I recently, probably a few months ago, helped my girlfriend pick out a
laptop.  We needed to go as cheap as possible, but still get a machine
she could use.

I am aware that there are a lot of $500 laptops advertised all the time,
but they all seem rather flimsy to me.  I decided to start looking
around for a used laptop.  I am sure there are plenty of other good
choices, but I decided on a Toshiba Tecra 8100.  I had one supplied by
an employer once, every piece of hardware worked at the time under Linux
(even the winmodem), and I knew it was a pretty sturdy machine.

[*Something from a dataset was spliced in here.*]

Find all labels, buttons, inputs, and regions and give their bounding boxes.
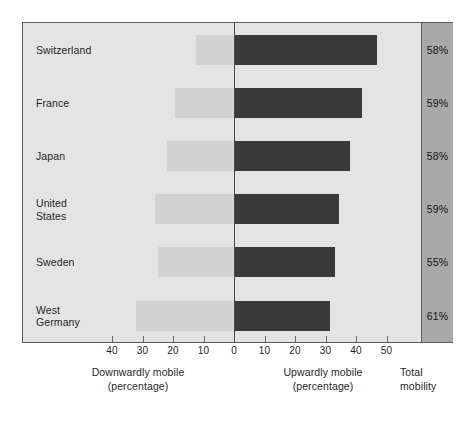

I want to say she payed in the neighborhood of about $300 bucks or so,
including upgrading the memory.  It is a P3 700 with a 10ish gig hard
drive.  It came with 2 64 meg sticks, we bought a 256 to replace one of
them for 320 gig.

My work laptop had 512 MB, and I always had a Win2000 VMWare session
opened.  It ran quite well for what I was doing.

The laptop actually is pretty sturdy.  It has already been dropped once,
probably from about 3 feet or so.  I didn't see how it happened, but it
managed to eject the DVD drive, and the drive got a bit bent out of
shape.  The actual drive piece got slightly snapped out of the tray that
it slides on.  I was able to pop it back in, and it is good as new.

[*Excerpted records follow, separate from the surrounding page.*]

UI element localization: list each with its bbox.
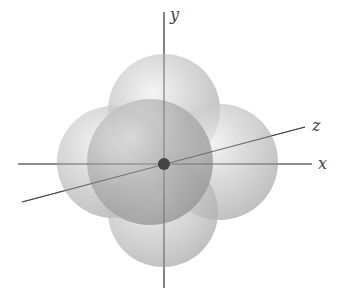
orbital-diagram: y z x — [0, 0, 344, 302]
nucleus-dot — [158, 158, 170, 170]
z-axis-label: z — [311, 116, 321, 135]
front-lobe — [87, 99, 213, 225]
y-axis-label: y — [169, 5, 180, 24]
x-axis-label: x — [318, 154, 327, 173]
diagram-canvas: y z x — [0, 0, 344, 302]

I am very happy with the laptop, I think I am happier with it than all
the $500 1.1ghz laptops I saw advertised at the time she bought it (I
think they all needed a memory upgrade, anyway :p).  The only
disappointment of a used laptop is the battery.  They usually don't hold
much of a charge.  She ended up buying a rebuilt battery for it, which
probably pushed the cost up over $350.

I was actually rather impressed.  I loaded Ubuntu Hoary on it, and it
detected everything in the machine except the modem.  I haven't bothered
to hunt down the winmodem driver, though :p.

We also got her a $10 802.11g card, which is working quite well.  I used
ndiswrapper, because I was lazy.  There are native drivers available for it.